For us JavaScript is a presentation thing and by following that path all the way down we've managed to create a library where JavaScript is used for nothing else than rendering UI Widgets and the complete domain logic resides on the server and uses a rich API towards the browser to send bursts of "update widget" messages that's taken care of in the browser completely without the end user's knowledge or need thereof.
This creates a solution where the end user can have his entire business logic on the server and just set properties and call methods on his widgets from server-side code to let the JS "back-end" take care of the rendering. A nice example of just that is by looking at our samples website;
http://ajaxwidgets.com/AllControlsSamples/
which is written entirely in C# and doesn't contain even one line of "Custom JavaScript". I think of JavaScript as the "assembly programming" language of today, sure your "compiler writer" needs to know about it, but does the "application vendor" need to...?

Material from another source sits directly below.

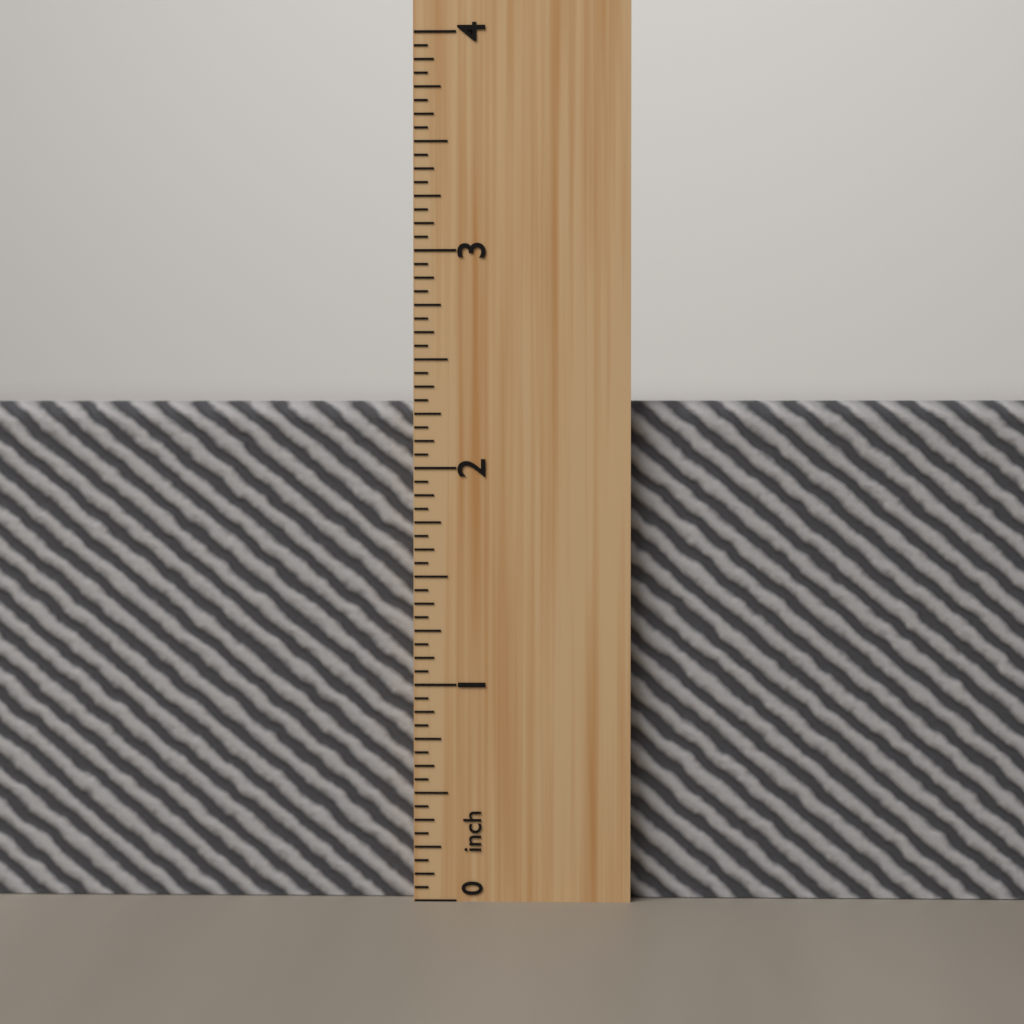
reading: 2.3125 inch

As in we as a library vendor are a "compiler writer" and you as an "application writer" are an "application vendor"...
But since we're building on top of WebControls the MonoRails and MVC goes out the door ;)
So I guess it all falls down to what's most important, being able to utilize the MVC of MonoRails or being able to "forget" about everything that has to do wth JavaScript...?
BTW, Gaia is built on top of prototype.js and ScriptAculous...
With regards to performance, I found these benchmarks very useful:
http://www.quirksmode.org/dom/innerhtml.html
I found it amazing that using the DOM to render HTML to the screen was so much slower in IE (30x!!) than writing strings and letting the browser parse them. I would have thought it would be more efficient for the browser to parse a DOM structure than strings, but clearly not.
Hi Ayende,
apart from the base discussion, talking about JS frameworks (Prototype, jQuery and so on) try to take a look at mootools. I find it less "puritan" than prototype for example, but is very well designed and unit -and- behaviour tested (they'e used JSSpec) and support for that is obviously propagated to your own code, based on that.
It is really compact and can do both OO spicy things (such as adding a common eventing system, even for generic class and not just DOm elements, chaining of methods, automatic "options" (presets) to use in classes ctors and so on), and UI/FX things like a base effecting and animation system, some more advanced pre-build effects, controls and other nice features.
Finally you can find if you like a lot of welcomed new features coming soon in their blog, particularly in 1.2 (now in beta1).
Oh well... sorry for the long post... but when I talk about something I like =) ... you know...
There's nothing unusual about this. Several people have already started building up little frameworks to simplify and streamline the model.
I made one for MonoRail called jMVC.MonoRail a little while ago, see:
http://blog.codeville.net/2007/11/13/castle-monorail-meets-jmvc/
The basic difference between this and your approach is that instead of loads of document.createElement() calls, you just have a text template. Iteration and recursion can be handled using JS syntax.
Also, what about 2-way databinding? Some JS templating frameworks make that easy as well.
Sorry, here's a clickable link:
http://blog.codeville.net/2007/11/13/castle-monorail-meets-jmvc/
I agree with Steve on this. People have been doing this approach for years. However, the one concern I have is the testability of the code and also maintainability.
I second Marco. I'm currently using Extjs (with the prototype adapter) and it's really good. It's very mature (with best online api documentation) and you get a very complete set of widgets (panels, windows, etc...) that allow to programatically define the layout of the page.